James White touched on the unique role of the Bible in doctrinal formation in 1847 after claiming that Scripture is “our only rule of faith and practice.” In the context of his wife’s prophetic ministry he wrote that “true visions are given to lead us to God, and his written word; but those that are given for a new rule of faith and practice, separate from the Bible, cannot be from God, and should be rejected” (WLF 13).
Four years later he again made that point explicit. “Every Christian,” he wrote, “is therefore in duty bound to take the Bible as a perfect rule of faith and duty. He should pray fervently to be aided by the Holy Spirit in searching the Scriptures for the whole truth, and for his whole duty. He is not at liberty to turn from them to learn his duty through any of the gifts. We say that the very moment he does, he places the gifts in a wrong place, and takes an extremely dangerous position.
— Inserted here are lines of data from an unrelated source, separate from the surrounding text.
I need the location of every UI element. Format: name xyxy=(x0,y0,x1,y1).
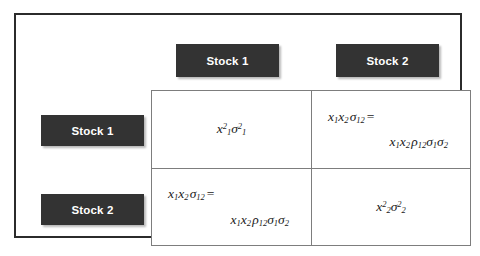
matrix-cell-s2-s1: x1x2 σ12= x1x2 ρ12σ1σ2 xyxy=(152,168,311,245)
term-sigma: σ xyxy=(278,212,285,227)
subscript-2: 2 xyxy=(344,115,348,125)
subscript-1: 1 xyxy=(242,128,246,138)
expression-covariance-rhs-top: x1x2 ρ12σ1σ2 xyxy=(324,135,458,149)
row-header-stock-2-label: Stock 2 xyxy=(72,204,114,216)
term-sigma: σ xyxy=(437,134,444,149)
matrix-cell-s1-s2: x1x2 σ12= x1x2 ρ12σ1σ2 xyxy=(311,91,470,168)
subscript-2: 2 xyxy=(444,140,448,150)
equals-sign: = xyxy=(365,109,375,124)
term-sigma: σ xyxy=(231,121,238,136)
row-header-stock-1-label: Stock 1 xyxy=(72,125,114,137)
subscript-12: 12 xyxy=(196,193,205,203)
column-header-stock-1-label: Stock 1 xyxy=(207,55,249,67)
term-sigma: σ xyxy=(426,134,433,149)
row-header-stock-1: Stock 1 xyxy=(41,115,144,146)
subscript-2: 2 xyxy=(247,218,251,228)
term-sigma: σ xyxy=(267,212,274,227)
subscript-2: 2 xyxy=(184,193,188,203)
subscript-2: 2 xyxy=(406,140,410,150)
subscript-2: 2 xyxy=(402,205,406,215)
expression-covariance-lhs-bottom: x1x2 σ12= xyxy=(164,187,299,201)
subscript-12: 12 xyxy=(356,115,365,125)
row-header-stock-2: Stock 2 xyxy=(41,194,144,225)
matrix-cell-s1-s1: x21σ21 xyxy=(152,91,311,168)
column-header-stock-2: Stock 2 xyxy=(336,44,439,77)
figure-frame: Stock 1 Stock 2 Stock 1 Stock 2 x21σ21 x… xyxy=(14,13,462,238)
covariance-matrix: x21σ21 x1x2 σ12= x1x2 ρ12σ1σ2 x1x2 σ12= … xyxy=(151,90,471,246)
expression-variance-stock-2: x22σ22 xyxy=(324,200,458,214)
equals-sign: = xyxy=(205,186,215,201)
matrix-cell-s2-s2: x22σ22 xyxy=(311,168,470,245)
column-header-stock-2-label: Stock 2 xyxy=(367,55,409,67)
expression-covariance-rhs-bottom: x1x2 ρ12σ1σ2 xyxy=(164,213,299,227)
expression-covariance-lhs-top: x1x2 σ12= xyxy=(324,110,458,124)
subscript-12: 12 xyxy=(418,140,427,150)
subscript-2: 2 xyxy=(285,218,289,228)
expression-variance-stock-1: x21σ21 xyxy=(164,122,299,136)
subscript-12: 12 xyxy=(259,218,268,228)
column-header-stock-1: Stock 1 xyxy=(176,44,279,77)
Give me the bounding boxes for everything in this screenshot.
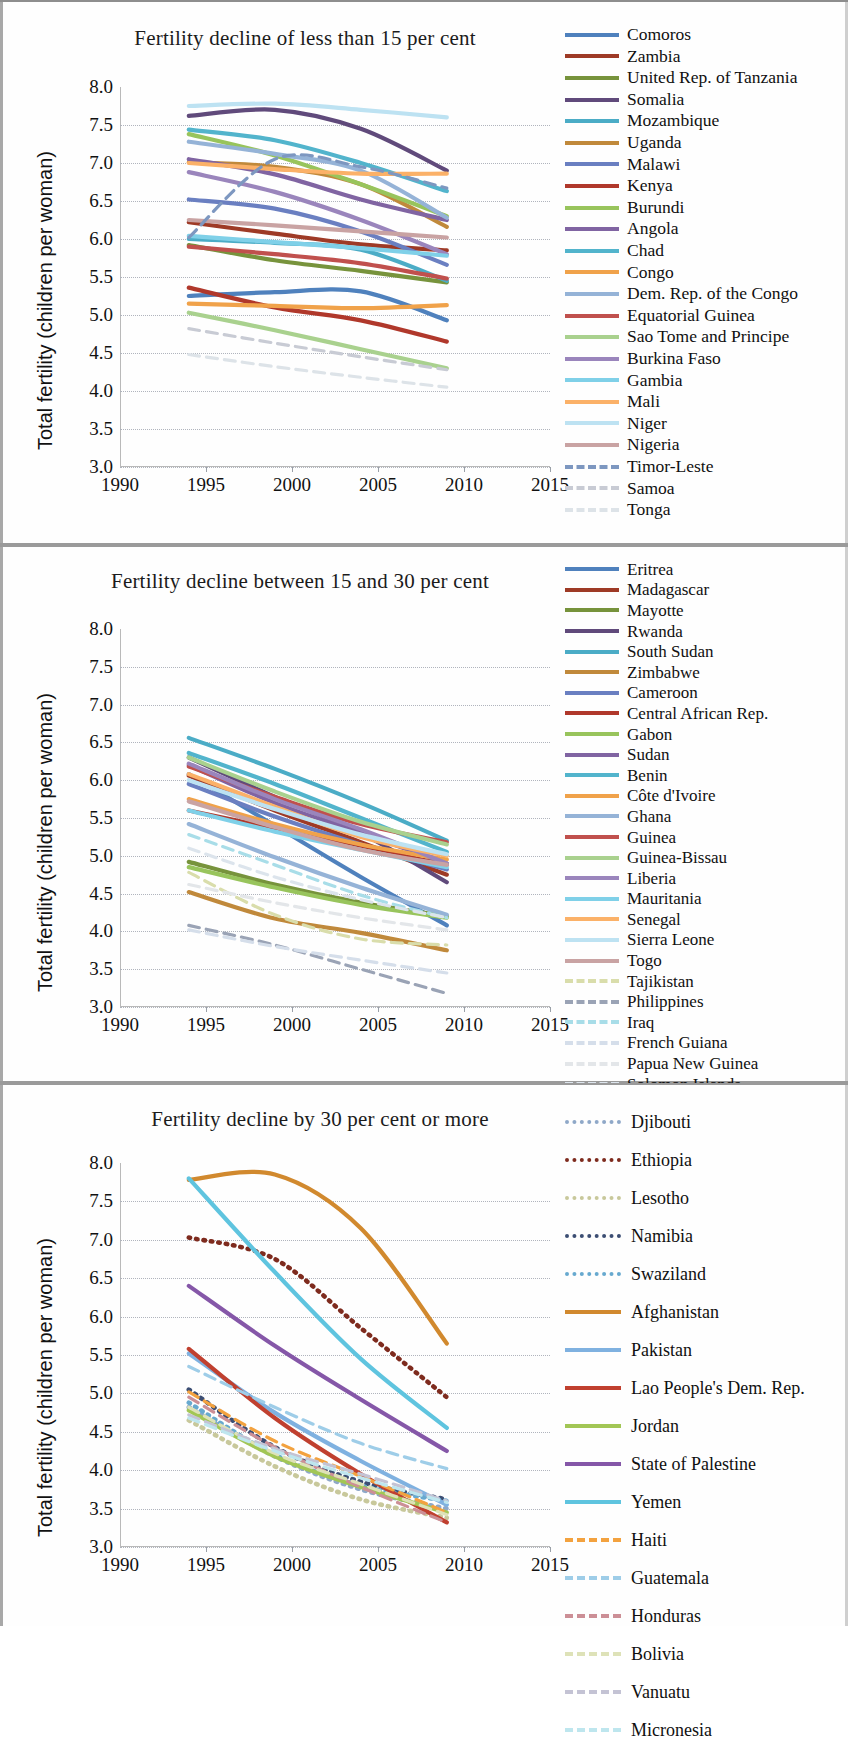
legend-item[interactable]: Gabon [565,724,768,745]
legend-label: French Guiana [627,1034,728,1051]
legend-item[interactable]: Bolivia [565,1635,805,1673]
x-axis-tick-label: 2015 [531,474,569,496]
legend-item[interactable]: Sierra Leone [565,930,768,951]
legend-item[interactable]: Yemen [565,1483,805,1521]
gridline [120,467,550,468]
legend-item[interactable]: Côte d'Ivoire [565,786,768,807]
legend-item[interactable]: Papua New Guinea [565,1053,768,1074]
legend-label: Swaziland [631,1265,706,1283]
legend-swatch-line [565,54,619,58]
x-axis-tick-label: 1995 [187,474,225,496]
legend-item[interactable]: Tonga [565,499,798,521]
legend-item[interactable]: Namibia [565,1217,805,1255]
legend-item[interactable]: Guinea [565,827,768,848]
legend-item[interactable]: Kenya [565,175,798,197]
x-axis-tick-label: 1995 [187,1014,225,1036]
legend-item[interactable]: Angola [565,218,798,240]
legend-label: Djibouti [631,1113,691,1131]
legend-item[interactable]: Haiti [565,1521,805,1559]
legend-label: Papua New Guinea [627,1055,758,1072]
legend-item[interactable]: Gambia [565,370,798,392]
legend-swatch-line [565,1462,621,1466]
chart-panel-1: Fertility decline of less than 15 per ce… [0,0,848,545]
legend-item[interactable]: Eritrea [565,559,768,580]
legend-item[interactable]: Guinea-Bissau [565,847,768,868]
chart-series-layer [120,87,550,467]
legend-item[interactable]: Mozambique [565,110,798,132]
legend-swatch-line [565,1538,621,1542]
legend-item[interactable]: Lesotho [565,1179,805,1217]
legend-item[interactable]: Liberia [565,868,768,889]
legend-item[interactable]: Burundi [565,197,798,219]
legend-item[interactable]: Rwanda [565,621,768,642]
legend-swatch-line [565,1158,621,1162]
legend-item[interactable]: Iraq [565,1012,768,1033]
x-axis-tick-mark [206,1547,207,1552]
legend-item[interactable]: Niger [565,413,798,435]
legend-item[interactable]: Djibouti [565,1103,805,1141]
legend-item[interactable]: Jordan [565,1407,805,1445]
legend-item[interactable]: Zimbabwe [565,662,768,683]
legend-item[interactable]: Nigeria [565,434,798,456]
legend-item[interactable]: French Guiana [565,1033,768,1054]
legend-swatch-line [565,732,619,736]
legend-swatch-line [565,897,619,901]
legend-item[interactable]: Tajikistan [565,971,768,992]
legend-item[interactable]: Dem. Rep. of the Congo [565,283,798,305]
legend-item[interactable]: Mayotte [565,600,768,621]
series-line [189,925,447,993]
legend-item[interactable]: Burkina Faso [565,348,798,370]
legend-label: Central African Rep. [627,705,768,722]
y-axis-tick-label: 8.0 [89,618,113,640]
legend-item[interactable]: Sao Tome and Principe [565,326,798,348]
legend-item[interactable]: Samoa [565,477,798,499]
legend-label: Sudan [627,746,670,763]
legend-item[interactable]: Zambia [565,46,798,68]
legend-label: Burkina Faso [627,350,721,368]
legend-swatch-line [565,608,619,612]
legend-item[interactable]: Ghana [565,806,768,827]
x-axis-tick-mark [464,1007,465,1012]
y-axis-tick-label: 4.0 [89,1459,113,1481]
legend-item[interactable]: Togo [565,950,768,971]
legend-item[interactable]: South Sudan [565,641,768,662]
gridline [120,1547,550,1548]
legend-item[interactable]: Lao People's Dem. Rep. [565,1369,805,1407]
legend-item[interactable]: State of Palestine [565,1445,805,1483]
legend-item[interactable]: Micronesia [565,1711,805,1740]
legend-item[interactable]: Somalia [565,89,798,111]
legend-item[interactable]: Central African Rep. [565,703,768,724]
legend-item[interactable]: Uganda [565,132,798,154]
legend-item[interactable]: Honduras [565,1597,805,1635]
x-axis-tick-label: 1990 [101,1014,139,1036]
legend-item[interactable]: Madagascar [565,580,768,601]
legend-item[interactable]: Afghanistan [565,1293,805,1331]
legend-item[interactable]: Chad [565,240,798,262]
legend-item[interactable]: Mauritania [565,889,768,910]
legend-label: Guinea-Bissau [627,849,727,866]
legend-label: Afghanistan [631,1303,719,1321]
legend-item[interactable]: Vanuatu [565,1673,805,1711]
legend-item[interactable]: Equatorial Guinea [565,305,798,327]
legend-item[interactable]: Senegal [565,909,768,930]
legend-item[interactable]: Guatemala [565,1559,805,1597]
legend-item[interactable]: Cameroon [565,683,768,704]
legend-item[interactable]: Congo [565,262,798,284]
legend-swatch-line [565,629,619,633]
legend-item[interactable]: Timor-Leste [565,456,798,478]
legend-item[interactable]: Pakistan [565,1331,805,1369]
chart-1-plot-area: 8.07.57.06.56.05.55.04.54.03.53.01990199… [120,87,550,467]
legend-label: Angola [627,220,679,238]
legend-item[interactable]: Philippines [565,991,768,1012]
legend-item[interactable]: Ethiopia [565,1141,805,1179]
legend-item[interactable]: Malawi [565,154,798,176]
y-axis-tick-label: 4.5 [89,1421,113,1443]
legend-item[interactable]: Sudan [565,744,768,765]
legend-item[interactable]: Mali [565,391,798,413]
legend-swatch-line [565,400,619,404]
legend-label: Bolivia [631,1645,684,1663]
legend-item[interactable]: Swaziland [565,1255,805,1293]
legend-item[interactable]: Benin [565,765,768,786]
legend-item[interactable]: Comoros [565,24,798,46]
legend-item[interactable]: United Rep. of Tanzania [565,67,798,89]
The Word should be in front, and the eye of the church should be placed upon it, as the rule to walk by, and the foundation of wisdom, from which to learn duty in ‘all good works’” (RH, Apr. 21, 1851, 70; italics supplied).

In summary, early Adventists rejected tradition, church authority, and even the gifts of the Spirit in their doctrinal formation. They were a people of the “Book,” as we shall see in the rest of this chapter.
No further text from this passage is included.